This commit tries to add support for the
[section]
first line
second line
syntax, i.e. non-assignments, without equal sign. Half-baked, but
still better than before. Also support some more Python 3, i.e.
dict.items() instead of iteritems()
Signed-off-by: Jan Lindemann <jan@janware.com>
Changes in Python 3 that made the code choke:
o basestring is merged into str
o print() needs parentesis
o Class inheritance syntax changed
o Abstract baseclass (ABCMeta) syntax changed
o map.iteritems() is replaced by map.items()
o Inconsistent use of tabs and spaces are no longer tolerated
Signed-off-by: Jan Lindemann <jan@janware.com>
run_sub_commands() was the only way to access subcommands up to now,
Cmds.run() adds another interface, an object as a place to add
customizations affecting all commands, e.g. global command line
options.
Signed-off-by: Jan Lindemann <jan@janware.com>
This replaces the mechanism to always construct lists with a leading
empty rule. This leads to many RR-conflicts, so this empty rule is omitted
and later added conditionally by grammar_fix_list_recursion(). Sadly,
the condition is bollocks, since it's always true.
Signed-off-by: Jan Lindemann <jan@janware.com>
- unroll_lists() sometimes introduced identical lists into a rule set
- unroll_options() sometimes chopped off a production's last rule
Signed-off-by: Jan Lindemann <jan@janware.com>
Add function grammar_add_configured_types() and keep configured types as
symbols as part of the grammar like all the others
Signed-off-by: Jan Lindemann <jan@janware.com>
Line numbers of parsed input are now automatically maintained. More
needed data structures are now automatically created in the API header
file.
Signed-off-by: Jan Lindemann <jan@janware.com>
First time parsing doesn't error out with a syntax error. No usable AST
is produced, strings are not returned from lexer, and AST lists aren't
lists, really.
TEXT:="Hello world!"; had to be excluded from the example, because I
don't get how this could be parsed with the given syntax. There's a
special sequence "all visible characters", but any lexer regex I could
think of will also match the types defining "alphabetic character" and
return the respective tokens (e.g. T_A) or vice-versa, depending on the
order in the lexer input file. I suppose, the only sensible way to
handle this, is to define "all visible characters" by defining the
tokens for the missing characters, and then use them along T_A ... T_Z
or their derived types.
Signed-off-by: Jan Lindemann <jan@janware.com>
Doesn't successfully parse grammartest.code, yet, it errors out with a
syntax error on whitespace. But at least it compiles and starts.
Signed-off-by: Jan Lindemann <jan@janware.com>
Arguments to --irrelevant-symbols are not meant to be represented in the
AST resulting from parsing.
Also, add pad() to misc.py.
Signed-off-by: Jan Lindemann <jan@janware.com>
More code is removed from the special parser directories and centralized
into grammar.py, Cmd.py, and generate-flex-bison.mk.
Signed-off-by: Jan Lindemann <jan@janware.com>
grammar.py is meant as a compiler compiler compiler, taking in a grammar
structure and returning flex and bison files. It can also parse EBNF.
Currently there are still remnants of VHDL-specific stuff in the code,
because parsing VHDL was what it was initially about.
Signed-off-by: Jan Lindemann <jan@janware.com>
Quoted arguments were not grouped into one token, firstly, because the
parser didn't pay any attention to them, and secondly, because the data
structure carrying the postfixed string converted it back to being a
string, not a list, in column 2 of the result table.
Signed-off-by: Jan Lindemann <jan@janware.com>
This was a namedtuple before, but I couldn't figure out how to ex-/import it
over module boundaries, so I've made it a class.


Exercise objective: For the listing below, give the count of lines containing the string "curve" and nothing else.
• • • • •
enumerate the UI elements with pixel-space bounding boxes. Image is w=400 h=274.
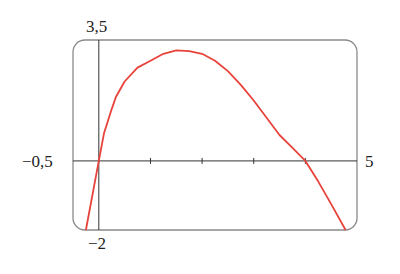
y-min-label: −2	[88, 235, 106, 252]
chart-svg	[0, 0, 400, 274]
x-min-label: −0,5	[22, 153, 53, 170]
y-max-label: 3,5	[86, 18, 107, 35]
x-max-label: 5	[365, 153, 374, 170]
plot-frame	[73, 40, 357, 230]
function-curve	[86, 50, 346, 230]
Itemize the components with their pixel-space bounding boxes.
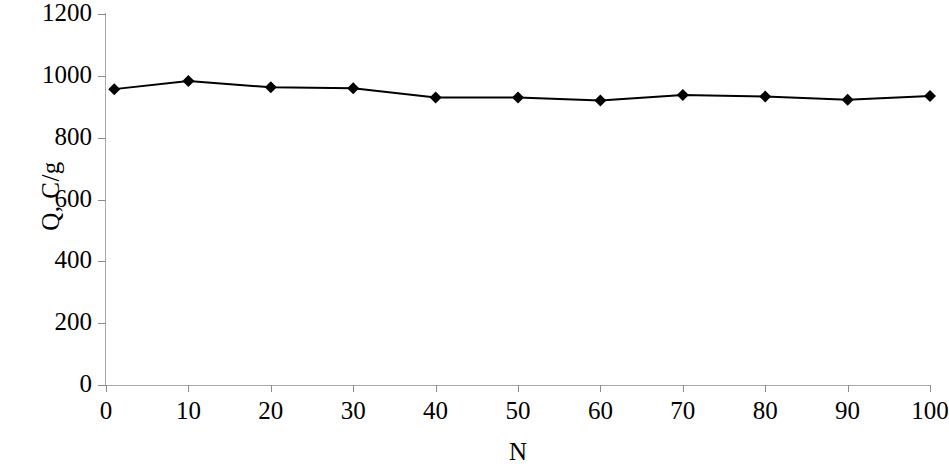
data-point-marker (265, 81, 277, 93)
x-tick-label: 30 (313, 398, 393, 423)
y-tick-label: 1000 (0, 62, 92, 87)
x-tick-mark (930, 385, 931, 392)
x-tick-label: 20 (231, 398, 311, 423)
y-tick-mark (98, 261, 106, 262)
x-tick-label: 50 (478, 398, 558, 423)
x-tick-label: 100 (890, 398, 949, 423)
x-tick-label: 70 (643, 398, 723, 423)
y-tick-mark (98, 385, 106, 386)
x-tick-mark (518, 385, 519, 392)
y-tick-label: 1200 (0, 0, 92, 25)
data-point-marker (924, 90, 936, 102)
data-point-marker (677, 89, 689, 101)
x-tick-label: 60 (560, 398, 640, 423)
data-point-marker (108, 83, 120, 95)
data-point-marker (594, 95, 606, 107)
y-tick-label: 0 (0, 371, 92, 396)
data-point-marker (430, 91, 442, 103)
x-tick-mark (436, 385, 437, 392)
x-tick-mark (353, 385, 354, 392)
y-tick-label: 600 (0, 186, 92, 211)
y-tick-mark (98, 138, 106, 139)
y-tick-mark (98, 323, 106, 324)
x-tick-mark (271, 385, 272, 392)
y-tick-label: 200 (0, 309, 92, 334)
y-tick-mark (98, 14, 106, 15)
chart-figure: Q, C/g 020040060080010001200 01020304050… (0, 0, 949, 470)
x-tick-mark (848, 385, 849, 392)
x-tick-mark (600, 385, 601, 392)
x-tick-mark (683, 385, 684, 392)
x-tick-label: 40 (396, 398, 476, 423)
x-tick-label: 10 (148, 398, 228, 423)
data-point-marker (182, 75, 194, 87)
x-tick-label: 0 (66, 398, 146, 423)
x-tick-mark (765, 385, 766, 392)
y-tick-label: 800 (0, 124, 92, 149)
x-tick-label: 90 (808, 398, 888, 423)
data-point-marker (759, 91, 771, 103)
y-tick-mark (98, 200, 106, 201)
y-tick-label: 400 (0, 247, 92, 272)
series-line (114, 81, 930, 100)
data-point-marker (512, 91, 524, 103)
y-tick-mark (98, 76, 106, 77)
x-tick-mark (106, 385, 107, 392)
data-point-marker (842, 94, 854, 106)
x-axis-title: N (106, 438, 930, 466)
x-tick-label: 80 (725, 398, 805, 423)
x-tick-mark (188, 385, 189, 392)
data-point-marker (347, 82, 359, 94)
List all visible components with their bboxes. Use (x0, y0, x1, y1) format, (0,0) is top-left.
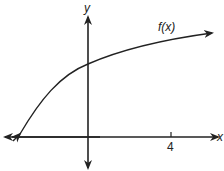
curve-label: f(x) (158, 20, 175, 34)
curve-f (20, 33, 212, 134)
y-axis-label: y (83, 1, 91, 15)
graph: y x f(x) 4 (0, 0, 224, 171)
x-tick-label: 4 (167, 140, 174, 154)
x-axis-label: x (216, 130, 224, 144)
• • • • •
Solution to the exercise: 3